I was unable to keep up my exercise on the road, though I had planned to.  The cold, then inertia.  That means I’m starting back today after a little over two weeks off.  Like the football players, I have to knock some rust off.  Will be good to get back it.  I missed exercise this time.

 

What Is My Life Reaching For?

Spring                                                              Bee Hiving Moon

On the last afternoon of the Intensive Journal Workshop we had an exercise focused on what our life is reaching for.  In the first morning we had defined the current period of our life: in my case the time after Kate’s retirement.  By the last afternoon we had worked ourselves into the next period of our lives.  Since we were newly in this next period, this exercise asked us to feel, below the conscious level, where our lives wanted to go.

Here is my sense of what my life is reaching for in this next period:

1. a bountiful, sustainable nutrient dense harvest of fruit and vegetables.

2. a way to use the Great Wheel website to advance the Great Work through literature, science and political activism.

3. a third phase (third lifetime) writing portfolio with short story writing credits as a floor for selling novels.

4. a schedule for translating and commenting on at least several books of the Metamorphoses

5. still more of a stable, wonderful marriage, regular visits and communication with kids and grandkids and friends.

6. more mutual travel opportunities with Kate.

As I work in the inner movement of my life, I can feel a quieting, a confidence that who I am and what I do is enough-no matter the outcomes.  This feeling has grown stronger since Kate retired and continues to strengthen with time.

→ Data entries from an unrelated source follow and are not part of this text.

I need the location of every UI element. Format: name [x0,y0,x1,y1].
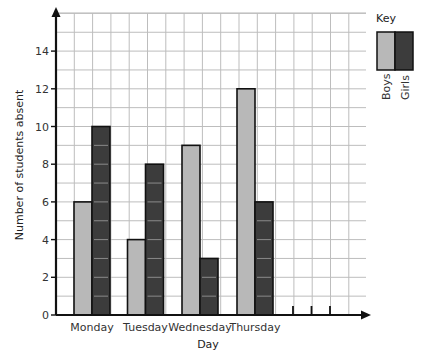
x-tick-label-wednesday: Wednesday [168,321,232,334]
legend-swatch-girls [395,32,413,70]
bar-chart: 02468101214 MondayTuesdayWednesdayThursd… [0,0,422,362]
x-tick-labels: MondayTuesdayWednesdayThursday [70,321,281,334]
bar-boys-wednesday [182,145,200,315]
bar-boys-monday [74,202,92,315]
legend-label-girls: Girls [399,75,412,100]
y-tick-label: 8 [42,158,49,171]
x-axis-title: Day [197,338,219,351]
y-tick-label: 12 [35,83,49,96]
x-tick-label-thursday: Thursday [228,321,281,334]
y-ticks: 02468101214 [35,45,56,322]
y-tick-label: 4 [42,234,49,247]
legend: Key Boys Girls [376,12,413,100]
y-tick-label: 10 [35,121,49,134]
empty-x-ticks [293,306,330,315]
bar-boys-thursday [237,89,255,315]
legend-swatch-boys [377,32,395,70]
legend-label-boys: Boys [380,73,393,100]
y-tick-label: 6 [42,196,49,209]
y-tick-label: 0 [42,309,49,322]
y-axis-arrow-icon [52,7,61,17]
bar-girls-wednesday [200,258,218,315]
y-tick-label: 14 [35,45,49,58]
y-axis-title: Number of students absent [13,89,26,240]
y-tick-label: 2 [42,271,49,284]
x-tick-label-tuesday: Tuesday [122,321,168,334]
bar-boys-tuesday [128,240,146,315]
legend-title: Key [376,12,396,25]
x-tick-label-monday: Monday [70,321,114,334]
x-axis-arrow-icon [361,311,371,320]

In my third lifetime I will be calm, steady, productive.

 

Snow comes down here.  Big fat flakes and plentiful.  After two weeks away at the end of March, there is still snow cover on our entire property.  We have a north facing front and a woods protected back so we sustain snowpack longer than our neighbors.  On the drive in yesterday most of the yards in Andover were snow free.  Not ours.  And now it snows.